Dishes frontwoman Sarah Staskauskas and guitarist Kiki Yablon have been playing together since the mid-90s--when Sarah had been playing guitar for a year and Kiki for just six months. Progress was slow but steady, and with the addition of bassist Sharon Maloy and the band's first drummer, Rick Gasparini, they recorded The Dishes for release on their own label, No. 89, in early 2000.
Show More
No upcoming shows
Send a request to The Dishes to play in your city
Request a Show

Bandsintown Merch

Circle Hat
$25.0 USD
Live Collage Sweatshirt
$45.0 USD
Rainbow T-Shirt
$30.0 USD
Circle Beanie
$20.0 USD

About The Dishes

Chicago's Dishes have a reputation for being unusually concise even in the realm of punk rock--"to hell with a third verse, gimme gimme gimme another chorus and we're done," wrote one admirer of their first album. Like its predecessors, The Dishes and 1-2, the Dishes' new 3 (due out October 14, 2003, from File 13 Records) is a truly compact disc, clocking in at just over half an hour. But by the end of "Got Something to Tell You," the scorching opening cut, you'll have no doubt that 3 is a new animal. It's the band's tightest work yet and also its loosest and most confident. Many of the songs were finessed during the band's first full US tour last year (on bills with the Nerves, the White Stripes, the Cherry Valence, Federation X, the Bangs, the Pattern, and the Total Sound Group Direct Action Committee, among other kindred spirits).

Garage-punk legend Tim Kerr, a longtime friend to the band, produced 3, helping the band capture something more akin to a live sound in part by taking away their headphones.
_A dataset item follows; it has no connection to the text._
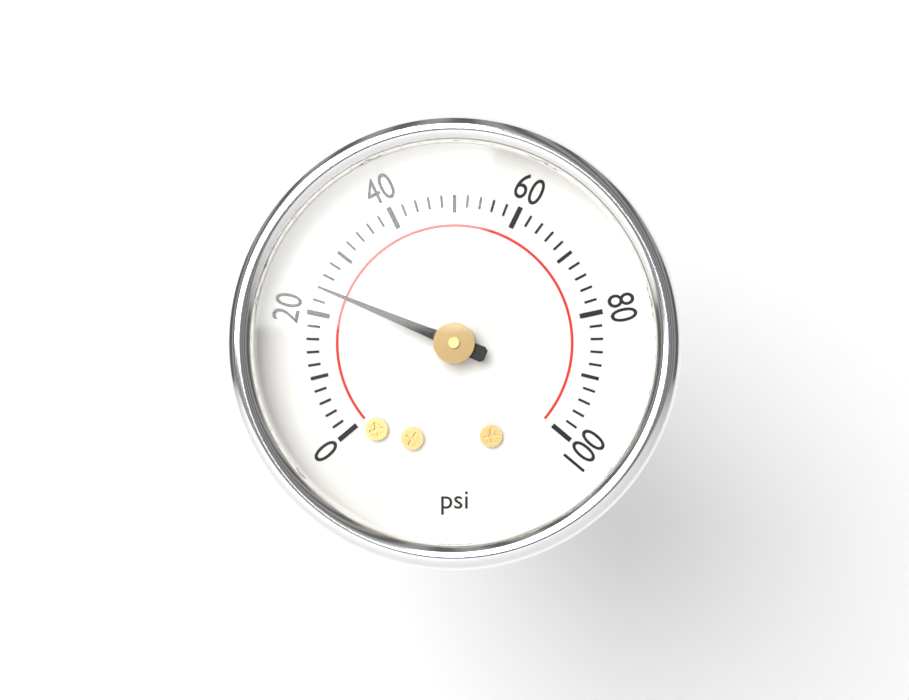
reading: 24 psi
Bill Skibbe, perhaps best known as Shellac's soundman, engineered and mixed at his studio, Key Club, in Benton Harbor, Michigan, a couple hours east of Chicago. (Bonus trivia for gearheads: 3 was recorded on a Flickinger console custom-built in the 70s for Sly Stone.)
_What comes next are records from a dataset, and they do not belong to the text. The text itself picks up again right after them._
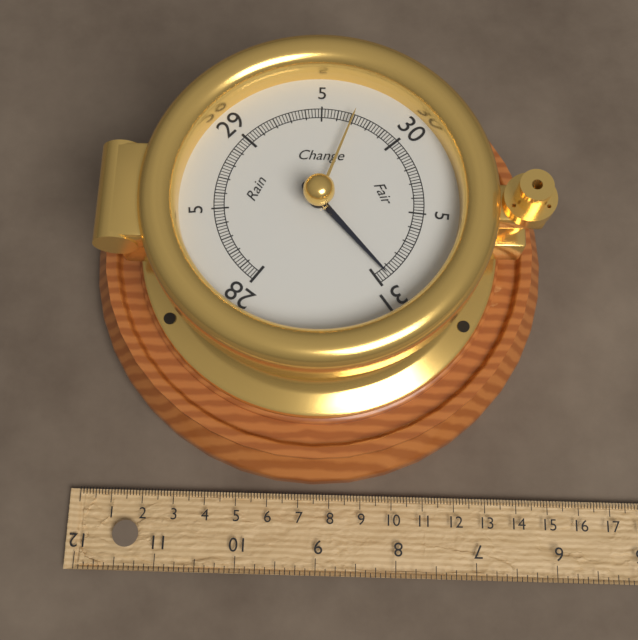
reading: 30.94 inHg
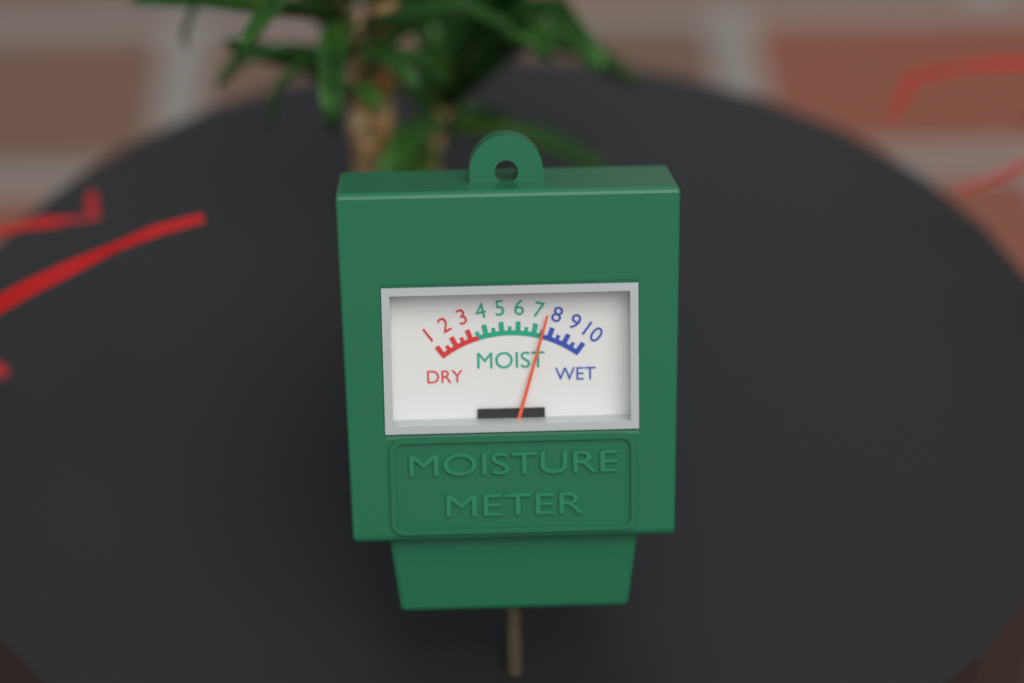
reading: 7.5 (no unit)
Dishes frontwoman Sarah Staskauskas and guitarist Kiki Yablon have been playing together since the mid-90s--when Sarah had been playing guitar for a year and Kiki for just six months. Progress was slow but steady, and with the addition of bassist Sharon Maloy and the band's first drummer, Rick Gasparini, they recorded The Dishes for release on their own label, No. 89, in early 2000.
Show More
Get the full experience with the Bandsintown app.